Pascale Obolo Explained

Pascale Obolo
Birth Date:7 January 1967
Nationality:Cameroonian
Occupation:Film director
artist

Pascale Obolo (born 7 January 1967) is a Cameroonian film director and artist.

A graduate of the Conservatoire Libre du Cinéma Français in Paris University of Paris VIII she is noted for her feminist films documenting women in Hip Hop in the French suburbs and African musical culture. In 2005 she released her debut film, Calypso at Dirty Jim's, a tribute to calypso and Trinidad, which won numerous awards in 2006 including the International Pan-African Film Festival of Cannes and African Diaspora Film Festival in New York. In 2008 she produced the short film La Femme invisible (The Invisible Woman).[1] Her first full-length film was a documentary about Calypso Rose in 2011.

Obolo co-founded the art magazine Afrikadaa,[2] and also participates in the African Art Book Fair (AABF).[3] She has worked with the Goethe Institute in Cameroon for several years with what she describes as an "architecture-driven film-meets-print project".[4]

Notes and References

  1. Book: Barlet, Olivier. Olivier Barlet. Contemporary African Cinema. 1 August 2016. MSU Press. 978-1-62895-270-4. 337.
  2. Web site: Pascale Obolo. Institute of African American Affairs. 13 November 2017.
  3. Web site: Parcours: Pascale Obolo, reine camerounaise de l’art contemporain . Jeune Afrique. 13 November 2017. French.
  4. Web site: Pascale Obolo: the Cameroonian artist promoting a new kind of cultural criticism. True Africa. 20 September 2015. 13 November 2017.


(Problem statement):
Your answer must be an exact copy of the entries, containing no images.

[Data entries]

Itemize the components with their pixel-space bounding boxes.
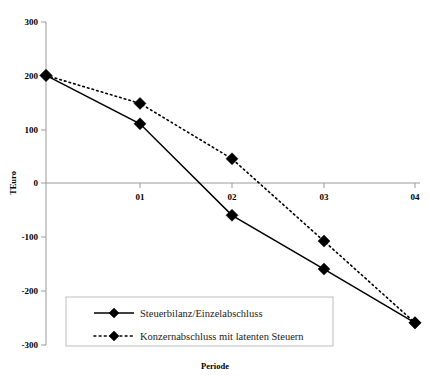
y-tick-label-neg300: -300 [22,340,39,350]
x-tick-label-04: 04 [411,192,421,202]
y-tick-label-100: 100 [25,125,39,135]
legend-label-steuerbilanz: Steuerbilanz/Einzelabschluss [140,308,262,319]
y-tick-label-200: 200 [25,71,39,81]
chart-container: 300 200 100 0 -100 -200 -300 01 02 03 04… [0,0,430,379]
y-axis-title: TEuro [8,171,18,195]
x-tick-label-03: 03 [320,192,330,202]
y-tick-label-neg200: -200 [22,286,39,296]
y-tick-label-0: 0 [34,178,39,188]
y-tick-label-neg100: -100 [22,232,39,242]
x-tick-label-01: 01 [136,192,146,202]
y-tick-label-300: 300 [25,17,39,27]
legend-label-konzernabschluss: Konzernabschluss mit latenten Steuern [140,331,304,342]
x-axis-title: Periode [201,361,229,371]
x-tick-label-02: 02 [228,192,238,202]
line-chart: 300 200 100 0 -100 -200 -300 01 02 03 04… [0,0,430,379]
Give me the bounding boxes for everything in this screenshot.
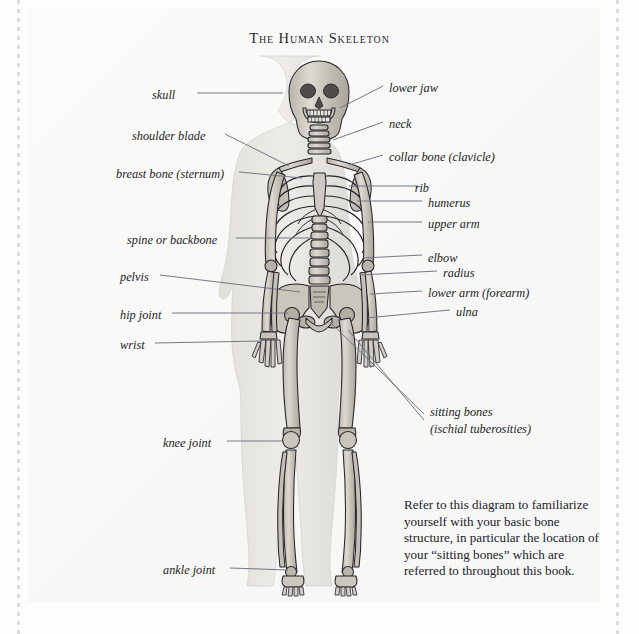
- label-humerus: humerus: [428, 195, 470, 211]
- leader-collar-bone: [349, 155, 383, 165]
- label-sitting-bones-line2: (ischial tuberosities): [430, 421, 531, 437]
- label-ulna: ulna: [456, 304, 478, 320]
- label-sitting-bones-line1: sitting bones: [430, 404, 493, 420]
- leader-lower-arm: [370, 291, 422, 294]
- label-lower-jaw: lower jaw: [389, 80, 438, 96]
- label-knee-joint: knee joint: [163, 435, 211, 451]
- label-skull: skull: [152, 87, 175, 103]
- label-spine: spine or backbone: [127, 232, 217, 248]
- label-upper-arm: upper arm: [428, 216, 480, 232]
- label-lower-arm: lower arm (forearm): [428, 285, 529, 301]
- label-shoulder-blade: shoulder blade: [132, 128, 205, 144]
- leader-sitting-bones-2: [348, 330, 424, 420]
- label-neck: neck: [389, 116, 412, 132]
- label-elbow: elbow: [428, 250, 457, 266]
- page-root: The Human Skeleton: [0, 0, 639, 634]
- label-ankle-joint: ankle joint: [163, 562, 215, 578]
- leader-ulna: [366, 310, 450, 318]
- label-breast-bone: breast bone (sternum): [116, 166, 224, 182]
- label-hip-joint: hip joint: [120, 307, 161, 323]
- label-pelvis: pelvis: [120, 269, 149, 285]
- label-rib: rib: [374, 180, 429, 196]
- label-radius: radius: [443, 265, 474, 281]
- label-collar-bone: collar bone (clavicle): [389, 149, 495, 165]
- label-wrist: wrist: [120, 337, 145, 353]
- note-paragraph: Refer to this diagram to familiarize you…: [404, 497, 600, 580]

(Expected answer):
Itemize the components with their pixel-space bounding boxes.
y-tick-label-neg300: -300 [22,340,39,350]
x-tick-label-04: 04 [411,192,421,202]
y-tick-label-100: 100 [25,125,39,135]
legend-label-steuerbilanz: Steuerbilanz/Einzelabschluss [140,308,262,319]
y-tick-label-200: 200 [25,71,39,81]
chart-container: 300 200 100 0 -100 -200 -300 01 02 03 04… [0,0,430,379]
y-axis-title: TEuro [8,171,18,195]
x-tick-label-03: 03 [320,192,330,202]
y-tick-label-neg200: -200 [22,286,39,296]
y-tick-label-0: 0 [34,178,39,188]
y-tick-label-neg100: -100 [22,232,39,242]
x-tick-label-01: 01 [136,192,146,202]
y-tick-label-300: 300 [25,17,39,27]
legend-label-konzernabschluss: Konzernabschluss mit latenten Steuern [140,331,304,342]
x-axis-title: Periode [201,361,229,371]
x-tick-label-02: 02 [228,192,238,202]
line-chart: 300 200 100 0 -100 -200 -300 01 02 03 04… [0,0,430,379]
Give me the bounding boxes for everything in this screenshot.
- label-humerus: humerus: [428, 195, 470, 211]
- leader-collar-bone: [349, 155, 383, 165]
- label-sitting-bones-line2: (ischial tuberosities): [430, 421, 531, 437]
- label-ulna: ulna: [456, 304, 478, 320]
- label-sitting-bones-line1: sitting bones: [430, 404, 493, 420]
- leader-lower-arm: [370, 291, 422, 294]
- label-lower-jaw: lower jaw: [389, 80, 438, 96]
- label-knee-joint: knee joint: [163, 435, 211, 451]
- label-skull: skull: [152, 87, 175, 103]
- label-spine: spine or backbone: [127, 232, 217, 248]
- label-upper-arm: upper arm: [428, 216, 480, 232]
- label-lower-arm: lower arm (forearm): [428, 285, 529, 301]
- label-shoulder-blade: shoulder blade: [132, 128, 205, 144]
- leader-sitting-bones-2: [348, 330, 424, 420]
- label-neck: neck: [389, 116, 412, 132]
- label-elbow: elbow: [428, 250, 457, 266]
- page-root: The Human Skeleton: [0, 0, 639, 634]
- label-ankle-joint: ankle joint: [163, 562, 215, 578]
- leader-ulna: [366, 310, 450, 318]
- label-breast-bone: breast bone (sternum): [116, 166, 224, 182]
- label-hip-joint: hip joint: [120, 307, 161, 323]
- label-pelvis: pelvis: [120, 269, 149, 285]
- label-rib: rib: [374, 180, 429, 196]
- label-radius: radius: [443, 265, 474, 281]
- label-collar-bone: collar bone (clavicle): [389, 149, 495, 165]
- label-wrist: wrist: [120, 337, 145, 353]
- note-paragraph: Refer to this diagram to familiarize you…: [404, 497, 600, 580]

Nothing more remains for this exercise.